A’Ibom Urged to Give Priority to Diabetes Patient

A’Ibom Urged to Give Priority to Diabetes Patient


Okon Bassey in Uyo

In order to check the high rate of death among the diabetes patients in the state, the Akwa Ibom State Government has been urged to give the desired attention to diabetes cases like it’d doing to HIV and other diseases in the state.

The Akwa Ibom State Coordinator of Diabetes Association of Nigeria, Dr. Sam Onung, said a survey had indicated that more people die in the state from diabetes than HIV, tuberculosis and malaria combined together.

Onung, a consultant physician and endocrinologist, also urged public-spirited individuals to come to the aid of diabetes cases by providing free medical treatment or subsidised treatment and tests.

The diabetes expert made the call during an interview with journalists in Uyo yesterday during the activities to mark this year’s World Diabetes Day with the theme: ‘Education to protect tomorrow.’

He said: “We are calling on the government and other good-spirited individuals to prevent our patients from dying as we are not giving diabetes the kind of attention it deserves.

“Diabetes is killing more people than HIV; we need to give diabetes the kind of attention we are giving to HIV so that patients will not be dying out of the inability to afford their medications and do their laboratory tests to enable them live normally.

“In Akwa Ibom State, we have up to 10 percent of the population living with diabetes, so in a population of a about six million people in state, we have nothing less than 600,000 people living with diabetes, some of whom are dying because they don’t have money to cater for themselves.

“We need help from the government and public-spirited individuals and organisations to avoid the needless death of members.”

Onung said this year’s Diabetes Awareness Day was celebrated at the General Hospital, Iquita in Oron local Government Area of the state, adding that 510 people were screened during the exercise.

He explained that this year’s theme was deliberately chosen because there was the need to let the people know about diabetes, its signs and symptoms and the need for the public to go for blood sugar test, and for those living with the condition to know how to cope to avoid needless deaths.

“In the time of our forefathers, those ones used to be very active, they could trek a long distance to their farms as a form of exercise. They used to eat natural foods, fruits, vegetables, not preserved fast and junk food which is considered unhealthy.

“By the time you combine physical inactivity and unhealthy diet, with increase stress these days, we are bound to have more people coming down with diabetes,” he noted.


Task ▸ Within the records below, find each line that holds the string "toasted", then copy it.
=== Records to process ===
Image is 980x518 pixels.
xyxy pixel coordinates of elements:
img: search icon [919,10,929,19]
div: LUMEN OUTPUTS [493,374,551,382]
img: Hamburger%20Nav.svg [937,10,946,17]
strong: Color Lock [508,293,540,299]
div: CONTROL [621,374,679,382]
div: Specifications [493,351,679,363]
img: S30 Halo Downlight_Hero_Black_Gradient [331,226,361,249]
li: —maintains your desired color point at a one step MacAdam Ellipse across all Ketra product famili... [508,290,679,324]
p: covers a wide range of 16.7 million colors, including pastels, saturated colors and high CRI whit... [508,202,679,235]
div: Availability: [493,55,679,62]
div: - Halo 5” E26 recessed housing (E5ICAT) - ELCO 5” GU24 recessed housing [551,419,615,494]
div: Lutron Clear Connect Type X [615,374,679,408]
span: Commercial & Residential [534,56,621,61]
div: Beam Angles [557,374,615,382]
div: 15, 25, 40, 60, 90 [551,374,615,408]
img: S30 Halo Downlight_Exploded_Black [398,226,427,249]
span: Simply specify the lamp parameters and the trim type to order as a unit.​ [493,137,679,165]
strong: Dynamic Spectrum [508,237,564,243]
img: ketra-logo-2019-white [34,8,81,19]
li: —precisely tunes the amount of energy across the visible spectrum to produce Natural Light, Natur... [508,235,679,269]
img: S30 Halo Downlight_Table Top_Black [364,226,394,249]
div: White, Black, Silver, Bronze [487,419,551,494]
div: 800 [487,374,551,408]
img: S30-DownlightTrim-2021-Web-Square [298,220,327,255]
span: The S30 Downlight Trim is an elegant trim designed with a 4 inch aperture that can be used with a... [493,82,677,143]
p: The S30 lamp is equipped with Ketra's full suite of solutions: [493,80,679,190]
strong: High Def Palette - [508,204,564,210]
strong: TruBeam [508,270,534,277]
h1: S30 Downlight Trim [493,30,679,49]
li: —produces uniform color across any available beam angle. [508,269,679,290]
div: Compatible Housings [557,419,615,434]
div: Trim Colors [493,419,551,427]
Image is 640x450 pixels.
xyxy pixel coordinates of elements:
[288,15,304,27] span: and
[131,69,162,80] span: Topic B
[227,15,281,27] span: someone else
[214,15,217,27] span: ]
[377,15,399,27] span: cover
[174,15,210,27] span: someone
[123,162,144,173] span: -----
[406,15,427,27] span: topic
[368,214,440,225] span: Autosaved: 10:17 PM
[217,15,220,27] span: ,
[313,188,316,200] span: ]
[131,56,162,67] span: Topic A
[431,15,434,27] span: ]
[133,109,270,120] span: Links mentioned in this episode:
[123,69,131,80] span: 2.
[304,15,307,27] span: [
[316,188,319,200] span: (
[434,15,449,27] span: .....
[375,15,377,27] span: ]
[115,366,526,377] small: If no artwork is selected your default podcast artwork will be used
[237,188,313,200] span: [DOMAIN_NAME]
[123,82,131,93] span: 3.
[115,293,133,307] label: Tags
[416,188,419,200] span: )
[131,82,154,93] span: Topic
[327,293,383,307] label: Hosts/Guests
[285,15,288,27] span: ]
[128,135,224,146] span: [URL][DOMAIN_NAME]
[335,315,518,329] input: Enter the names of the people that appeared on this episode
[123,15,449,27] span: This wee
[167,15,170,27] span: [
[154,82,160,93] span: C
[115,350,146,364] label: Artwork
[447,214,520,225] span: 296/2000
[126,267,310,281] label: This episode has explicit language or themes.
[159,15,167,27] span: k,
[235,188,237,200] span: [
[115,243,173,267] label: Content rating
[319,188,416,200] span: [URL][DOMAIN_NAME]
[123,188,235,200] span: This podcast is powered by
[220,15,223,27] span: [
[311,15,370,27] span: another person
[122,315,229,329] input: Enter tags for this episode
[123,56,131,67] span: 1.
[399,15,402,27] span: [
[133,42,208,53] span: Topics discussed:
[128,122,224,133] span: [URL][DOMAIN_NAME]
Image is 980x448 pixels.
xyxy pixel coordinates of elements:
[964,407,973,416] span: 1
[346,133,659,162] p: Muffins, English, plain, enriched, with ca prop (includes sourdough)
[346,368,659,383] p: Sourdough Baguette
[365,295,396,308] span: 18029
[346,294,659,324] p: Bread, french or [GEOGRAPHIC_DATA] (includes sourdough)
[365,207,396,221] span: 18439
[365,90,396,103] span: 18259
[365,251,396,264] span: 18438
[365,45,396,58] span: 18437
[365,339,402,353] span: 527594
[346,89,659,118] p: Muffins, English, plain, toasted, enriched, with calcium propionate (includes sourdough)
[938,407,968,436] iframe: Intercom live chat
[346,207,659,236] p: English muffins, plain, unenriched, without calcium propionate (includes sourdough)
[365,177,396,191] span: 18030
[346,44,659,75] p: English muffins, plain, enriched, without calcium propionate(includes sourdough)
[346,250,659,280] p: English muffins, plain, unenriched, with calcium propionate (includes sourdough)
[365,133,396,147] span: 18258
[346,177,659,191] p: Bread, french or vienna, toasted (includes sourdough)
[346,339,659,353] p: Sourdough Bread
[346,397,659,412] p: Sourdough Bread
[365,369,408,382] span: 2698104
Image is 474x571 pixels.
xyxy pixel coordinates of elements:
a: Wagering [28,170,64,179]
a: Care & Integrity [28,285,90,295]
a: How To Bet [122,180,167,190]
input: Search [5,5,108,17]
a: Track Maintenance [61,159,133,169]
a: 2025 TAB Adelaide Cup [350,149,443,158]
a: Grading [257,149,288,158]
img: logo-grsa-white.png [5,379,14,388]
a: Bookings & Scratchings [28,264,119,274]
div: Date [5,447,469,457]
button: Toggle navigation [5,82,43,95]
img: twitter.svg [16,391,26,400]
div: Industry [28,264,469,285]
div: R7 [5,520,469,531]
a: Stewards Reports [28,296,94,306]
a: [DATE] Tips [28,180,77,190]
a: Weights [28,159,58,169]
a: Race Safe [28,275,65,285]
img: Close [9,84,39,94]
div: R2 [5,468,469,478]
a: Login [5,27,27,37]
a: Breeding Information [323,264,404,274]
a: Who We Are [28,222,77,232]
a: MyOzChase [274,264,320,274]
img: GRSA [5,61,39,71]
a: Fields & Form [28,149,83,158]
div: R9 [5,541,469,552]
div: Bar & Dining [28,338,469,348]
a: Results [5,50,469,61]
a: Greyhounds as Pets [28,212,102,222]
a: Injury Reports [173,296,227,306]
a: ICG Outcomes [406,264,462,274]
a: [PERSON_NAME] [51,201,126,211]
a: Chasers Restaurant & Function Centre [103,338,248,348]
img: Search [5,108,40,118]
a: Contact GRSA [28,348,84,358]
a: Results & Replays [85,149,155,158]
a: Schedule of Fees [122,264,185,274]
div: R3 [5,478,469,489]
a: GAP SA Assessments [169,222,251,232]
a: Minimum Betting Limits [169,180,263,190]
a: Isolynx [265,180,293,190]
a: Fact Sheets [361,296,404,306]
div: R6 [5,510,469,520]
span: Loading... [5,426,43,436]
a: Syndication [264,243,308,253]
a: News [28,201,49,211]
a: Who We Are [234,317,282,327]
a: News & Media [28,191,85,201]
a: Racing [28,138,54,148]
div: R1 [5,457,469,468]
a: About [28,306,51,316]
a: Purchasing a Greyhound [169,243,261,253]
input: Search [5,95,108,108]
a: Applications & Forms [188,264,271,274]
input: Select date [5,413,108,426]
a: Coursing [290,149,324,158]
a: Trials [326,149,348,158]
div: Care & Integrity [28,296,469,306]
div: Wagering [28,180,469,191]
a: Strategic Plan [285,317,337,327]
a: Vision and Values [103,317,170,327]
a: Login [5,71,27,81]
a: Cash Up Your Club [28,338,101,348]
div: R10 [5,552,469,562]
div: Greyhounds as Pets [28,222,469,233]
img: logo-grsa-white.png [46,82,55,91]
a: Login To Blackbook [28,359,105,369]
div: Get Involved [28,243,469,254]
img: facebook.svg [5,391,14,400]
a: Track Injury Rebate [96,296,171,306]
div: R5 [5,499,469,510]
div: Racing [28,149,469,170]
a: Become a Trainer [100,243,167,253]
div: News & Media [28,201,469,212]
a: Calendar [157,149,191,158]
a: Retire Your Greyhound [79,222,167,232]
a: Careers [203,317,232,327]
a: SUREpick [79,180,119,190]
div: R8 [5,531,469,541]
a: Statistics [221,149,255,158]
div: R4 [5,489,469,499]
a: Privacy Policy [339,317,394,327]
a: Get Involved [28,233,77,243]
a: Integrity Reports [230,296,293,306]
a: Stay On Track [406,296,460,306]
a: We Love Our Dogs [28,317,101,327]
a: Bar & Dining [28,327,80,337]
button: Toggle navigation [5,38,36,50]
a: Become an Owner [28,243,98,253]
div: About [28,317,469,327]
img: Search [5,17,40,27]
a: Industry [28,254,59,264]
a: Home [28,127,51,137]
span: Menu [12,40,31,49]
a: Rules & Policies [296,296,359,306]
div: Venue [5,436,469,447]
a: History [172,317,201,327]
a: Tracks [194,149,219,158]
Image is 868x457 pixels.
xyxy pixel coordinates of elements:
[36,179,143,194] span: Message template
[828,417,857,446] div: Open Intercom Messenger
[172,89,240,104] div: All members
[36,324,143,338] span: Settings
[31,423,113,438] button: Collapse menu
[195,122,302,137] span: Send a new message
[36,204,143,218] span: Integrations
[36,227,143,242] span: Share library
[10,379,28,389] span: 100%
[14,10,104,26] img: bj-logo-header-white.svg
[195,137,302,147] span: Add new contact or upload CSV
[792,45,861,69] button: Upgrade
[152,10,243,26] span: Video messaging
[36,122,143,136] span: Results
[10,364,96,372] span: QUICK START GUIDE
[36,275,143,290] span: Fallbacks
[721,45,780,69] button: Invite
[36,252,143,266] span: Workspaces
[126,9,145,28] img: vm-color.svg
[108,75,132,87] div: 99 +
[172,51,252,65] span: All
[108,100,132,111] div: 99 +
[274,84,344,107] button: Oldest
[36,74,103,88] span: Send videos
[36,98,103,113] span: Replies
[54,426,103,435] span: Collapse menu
===
Exercise output ▸
[346,89,659,118] p: Muffins, English, plain, toasted, enriched, with calcium propionate (includes sourdough)
[346,177,659,191] p: Bread, french or vienna, toasted (includes sourdough)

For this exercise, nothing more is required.